Published November 18, 2012
Champions of ObamaCare want Americans to believe that the president’s re-election ended the battle over the law. It did no such thing. The Patient Protection and Affordable Care Act won’t be fully repealed while Barack Obama is in office, but the administration is heavily dependent on the states for its implementation.
Republicans will hold 30 governorships starting in January, and at last week’s meeting of the Republican Governors Association they made it clear that they remain highly critical of the health law. Some Republican governors–including incoming RGA Chairman Bobby Jindal of Louisiana, Ohio’s John Kasich, Wisconsin’s Scott Walker and Maine’s Paul LePage–have already said they won’t do the federal government’s bidding. Several Democratic governors, including Missouri’s Jay Nixon and West Virginia’s Earl Ray Tomblin, have also expressed serious concerns.
Talk of the law’s inevitability is intended to pressure these governors into implementing it on the administration’s behalf. But states still have two key choices to make that together will put them in the driver’s seat: whether to create state health-insurance exchanges, and whether to expand Medicaid. They should say “no” to both.
At its core, ObamaCare is a massive entitlement expansion. Between vastly increased Medicaid eligibility and new premium subsidies, it is expected to bring 30 million more people onto the federal government’s entitlement rolls. The law anticipates that the states will take on the burden of implementing the expansions, but states can opt out of both.

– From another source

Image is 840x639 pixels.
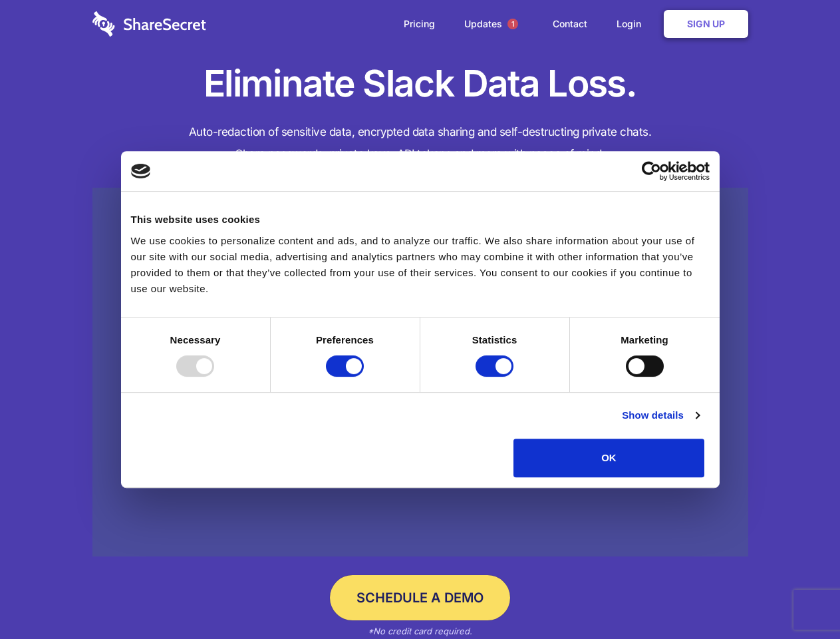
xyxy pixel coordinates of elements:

Running the exchanges would be an administrative nightmare for states, requiring a complicated set of rules, mandates, databases and interfaces to establish eligibility, funnel subsidies, and facilitate purchases. All of this would have to take place under broad and often incoherent statutory requirements and federal regulations that have yet to be written.
The exchanges would create unsustainable pressures on each state’s insurance market, treating similarly situated people differently by providing far greater subsidies for those in the exchanges than those in employer plans–yielding perverse incentives that distort consumer and employer decisions and increase costs.
States would endure all this simply to become functionaries of the federal government. The idea that creating state exchanges would give states control over their insurance markets is a fantasy. The states would be enforcing a federal law and federal regulations, with very little room for independent judgment.
Governors know this. A group of them has already indicated that they will not build the exchanges, and several more seemed ready to opt out as the administration’s deadline for state decisions approached on Nov. 16. Predictably, Health and Human Services Secretary Kathleen Sebelius tried to head them off by extending the deadline to Dec. 14. She will try to use the extra month to twist governors’ arms. They should resist.
By declining to build exchanges, the states would pass the burden and costs of the exchanges to the administration that sought this law. And it is far from clear that the administration could operate the exchanges on its own.
Congress didn’t allocate money for administering federal exchanges, and the law as written seems to prohibit federally run exchanges from providing subsidies to individuals. The administration insists that it can provide those subsidies anyway. But if the courts read the plain words of the statute, then federal exchanges couldn’t really function.
Thus states that refuse to create their own exchanges would effectively be repealing a large part of the law–sparing their citizens from the job-killing employer mandate and from assaults on their religious liberty. In some cases people would even be spared from the individual mandate to buy coverage, since in the absence of exchange subsidies more families would qualify for exemptions from the mandate.
The Medicaid expansion, meanwhile, would throw millions of additional Americans into a system that is already bankrupting state governments and increasing costs in the private-insurance market. Medicaid’s payments for services are so low that many existing beneficiaries have trouble finding physicians and other health-care providers who will accept them as patients. Enrolling more people without reform will push the system to the point of collapse.
In refusing the Medicaid expansion, governors should notify Washington that doing so means freeing themselves of ObamaCare’s “Maintenance of Effort” requirements. These would prohibit states participating in the Medicaid expansion from reforming their Medicaid systems to reduce costs.
Instead of following the Obama administration’s plan, states should seek real reform. For example, they should demand that Washington transform the federal portion of Medicaid for non-disabled and non-elderly beneficiaries into a uniform block grant, with state discretion over eligibility and benefits. The goal should be to turn Medicaid into a premium-assistance program rather than government-run insurance. Medicaid could then be used to help people enroll in mainstream insurance plans. This is the way to help the low-income uninsured get the same kind of coverage as other Americans.
President Obama won re-election and Democrats maintained control of the Senate this month, but the states hold the future of ObamaCare in their hands. Knowing the harm the law would do to their citizens, to the economy and to American health care, governors should refuse to become its enablers.
Mr. Capretta is a fellow at the Ethics and Public Policy Center and a visiting fellow at the American Enterprise Institute. Mr. Levin is a fellow at the EPPC and editor of National Affairs.